I hate all kinds of timeouts. Pretty much, they aren't necessary, in my experience, anyway.
When I press the pause button of my DVD player, I want it to stay paused, until I press some other button.
I'm grateful that Panasonic does still make a HDD/DVD recorder. But the way that pause times out in 5 minutes or so is extemely problematic for me.
With HDD (I haven't tried that on the Panny) I'm not sure what happens.
Are they trying to save the disc, the laser, or both?
Can't the still video just play from memory and have laser at standby during pause???
This is one of so many examples.
My LeGrand doorbell camera I bought a few years ago helpfully has a menu where you can set the "monitor" duration to 15 seconds, 30 seconds, 1 minute, and hold.
Nice, but "hold" doesn't work. Now, in some cases this might drain the camera battery. However, the great great virtue of this unit (I had never seen anything like it) was that you could power it from existing doorbell wiring, which carries low voltage from a transformer, which is how mine is hooked up, so I wanted that "hold" but it doesn't work. It gives no more time than the 1 minute setting, which often isn't enough even for serious use.
It would have been so nice to have permanent monitor of the outside.
Of course, for the longest time, the limitation of VCR recorders was that the various slow motion features would necessarily time out, to save both the head and the tape. But many VCR's had multiple slow motion speeds.
Now, with computer playback, where the still or slow motion could hold forever, the still most likely times out (at least due to screen preserver), AND, the slow motion features aren't available at all (and for that reason, I avoid computer playback, and only play from recorders that have the slow motion feature).
Now, it has often been said, that holding stills on various kinds of screens, can cause burn it, stuck pixels, and so on.
I'd held pictures for days on my 2009 Samsung LCD, and never had any burn in or stuck pixels.
Now, I was using only moderate contrast.
But I believe by now, this fear of still images is far over exaggerated. Maybe if "forever" holds aren't good, how about at least an hour. And if I don't want any limit, anyway, at least when it can be handled, give me that.
When I press the pause button of my DVD player, I want it to stay paused, until I press some other button.
I'm grateful that Panasonic does still make a HDD/DVD recorder. But the way that pause times out in 5 minutes or so is extemely problematic for me.
With HDD (I haven't tried that on the Panny) I'm not sure what happens.
Are they trying to save the disc, the laser, or both?
Can't the still video just play from memory and have laser at standby during pause???
This is one of so many examples.
My LeGrand doorbell camera I bought a few years ago helpfully has a menu where you can set the "monitor" duration to 15 seconds, 30 seconds, 1 minute, and hold.
Nice, but "hold" doesn't work. Now, in some cases this might drain the camera battery. However, the great great virtue of this unit (I had never seen anything like it) was that you could power it from existing doorbell wiring, which carries low voltage from a transformer, which is how mine is hooked up, so I wanted that "hold" but it doesn't work. It gives no more time than the 1 minute setting, which often isn't enough even for serious use.
It would have been so nice to have permanent monitor of the outside.
Of course, for the longest time, the limitation of VCR recorders was that the various slow motion features would necessarily time out, to save both the head and the tape. But many VCR's had multiple slow motion speeds.
Now, with computer playback, where the still or slow motion could hold forever, the still most likely times out (at least due to screen preserver), AND, the slow motion features aren't available at all (and for that reason, I avoid computer playback, and only play from recorders that have the slow motion feature).
Now, it has often been said, that holding stills on various kinds of screens, can cause burn it, stuck pixels, and so on.
I'd held pictures for days on my 2009 Samsung LCD, and never had any burn in or stuck pixels.
Now, I was using only moderate contrast.
But I believe by now, this fear of still images is far over exaggerated. Maybe if "forever" holds aren't good, how about at least an hour. And if I don't want any limit, anyway, at least when it can be handled, give me that.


- _Description of the task_
From the entries, copy out every line in which the word "Image" is found.

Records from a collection
=== Begin Enclosure ===

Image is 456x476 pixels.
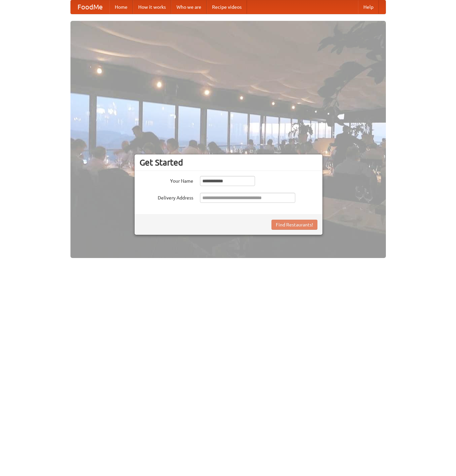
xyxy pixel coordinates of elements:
[140,176,194,184] label: Your Name
[358,0,380,14] a: Help
[70,0,110,14] a: FoodMe
[272,219,318,230] button: Find Restaurants!
[140,193,194,201] label: Delivery Address
[110,0,133,14] a: Home
[140,157,318,167] h3: Get Started
[172,0,207,14] a: Who we are
[207,0,247,14] a: Recipe videos
[133,0,172,14] a: How it works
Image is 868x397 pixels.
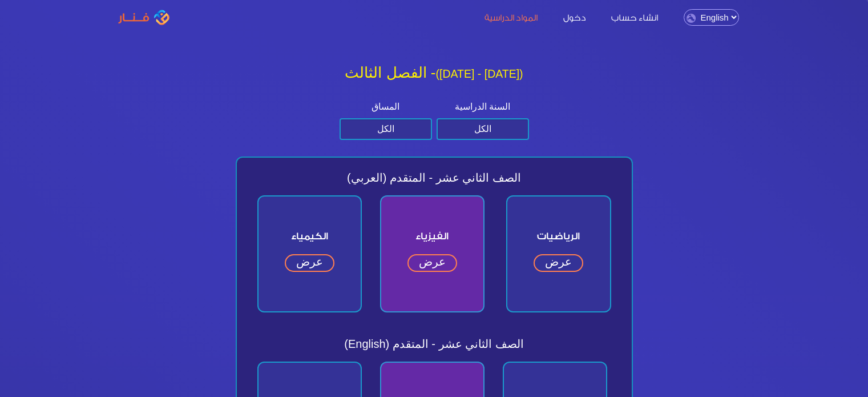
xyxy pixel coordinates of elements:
[248,169,621,186] span: الصف الثاني عشر - المتقدم (العربي)
[248,335,621,352] span: (English) الصف الثاني عشر - المتقدم
[534,254,583,272] a: عرض
[687,14,695,23] img: language.png
[552,11,598,23] a: دخول
[473,11,549,23] a: المواد الدراسية
[258,219,361,253] span: الكيمياء
[436,67,523,80] small: ([DATE] - [DATE])
[407,254,457,272] a: عرض
[339,100,432,113] label: المساق
[285,254,334,272] a: عرض
[600,11,670,23] a: انشاء حساب
[437,100,529,113] label: السنة الدراسية
[381,219,483,253] span: الفيزياء
[231,64,637,82] h2: الفصل الثالث -
[507,219,610,253] span: الرياضيات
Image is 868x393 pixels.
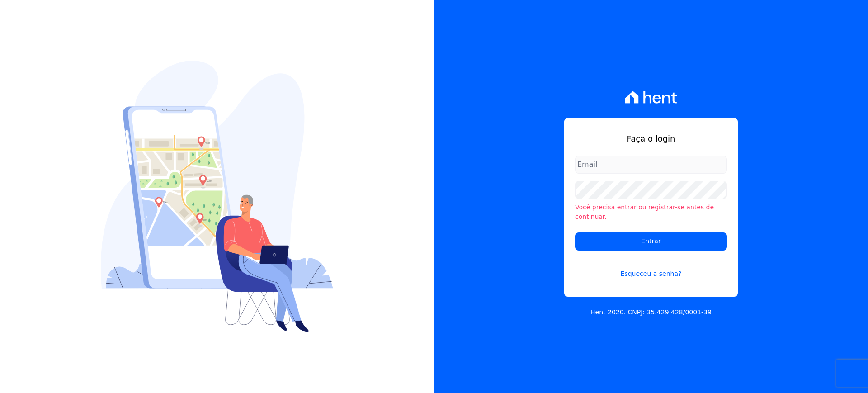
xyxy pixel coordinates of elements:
img: Login [101,61,333,332]
li: Você precisa entrar ou registrar-se antes de continuar. [575,202,727,222]
input: Entrar [575,233,727,250]
input: Email [575,156,727,174]
a: Esqueceu a senha? [575,258,727,278]
p: Hent 2020. CNPJ: 35.429.428/0001-39 [591,308,711,317]
h1: Faça o login [575,132,727,145]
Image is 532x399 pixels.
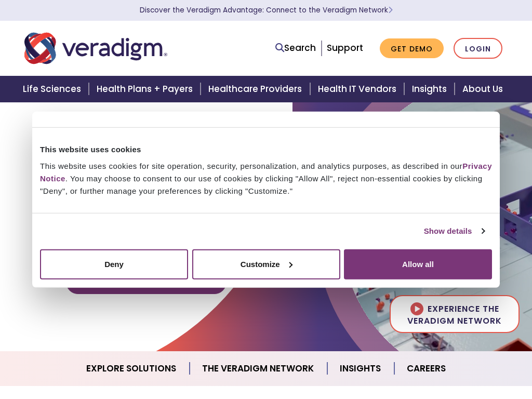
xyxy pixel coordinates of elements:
div: This website uses cookies [40,143,492,156]
button: Allow all [344,249,492,279]
a: Insights [406,76,456,102]
a: Privacy Notice [40,161,492,183]
a: Search [275,41,316,55]
a: Life Sciences [16,76,90,102]
img: Veradigm logo [24,31,167,65]
button: Customize [192,249,340,279]
a: Healthcare Providers [202,76,311,102]
a: Health Plans + Payers [90,76,202,102]
a: Health IT Vendors [311,76,406,102]
a: About Us [456,76,515,102]
a: Support [327,41,363,54]
a: Explore Solutions [74,355,189,382]
a: Careers [394,355,458,382]
div: This website uses cookies for site operation, security, personalization, and analytics purposes, ... [40,160,492,197]
a: Login [453,38,502,59]
a: Discover the Veradigm Advantage: Connect to the Veradigm NetworkLearn More [139,5,393,15]
a: Show details [424,225,484,237]
button: Deny [40,249,188,279]
span: Learn More [388,5,393,15]
a: Get Demo [380,38,443,59]
a: The Veradigm Network [189,355,327,382]
a: Insights [327,355,394,382]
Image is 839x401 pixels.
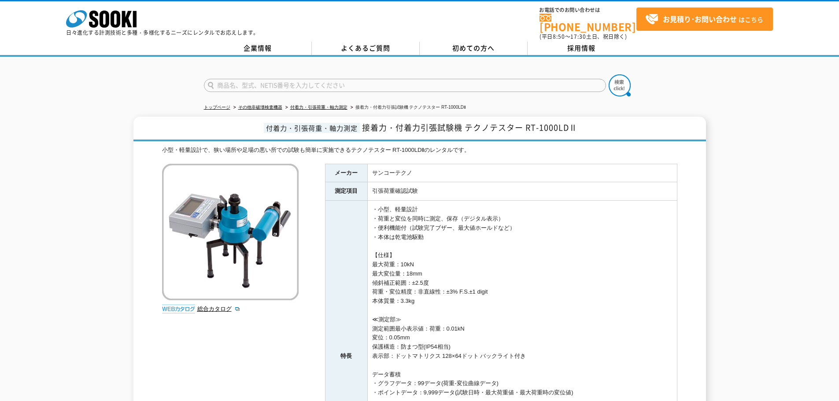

=== End Enclosure ===

- _Solution to this problem_
Image is 456x476 pixels.
Image is 868x397 pixels.
Image is 868x393 pixels.
Image is 532x399 pixels.
Image is 839x401 pixels.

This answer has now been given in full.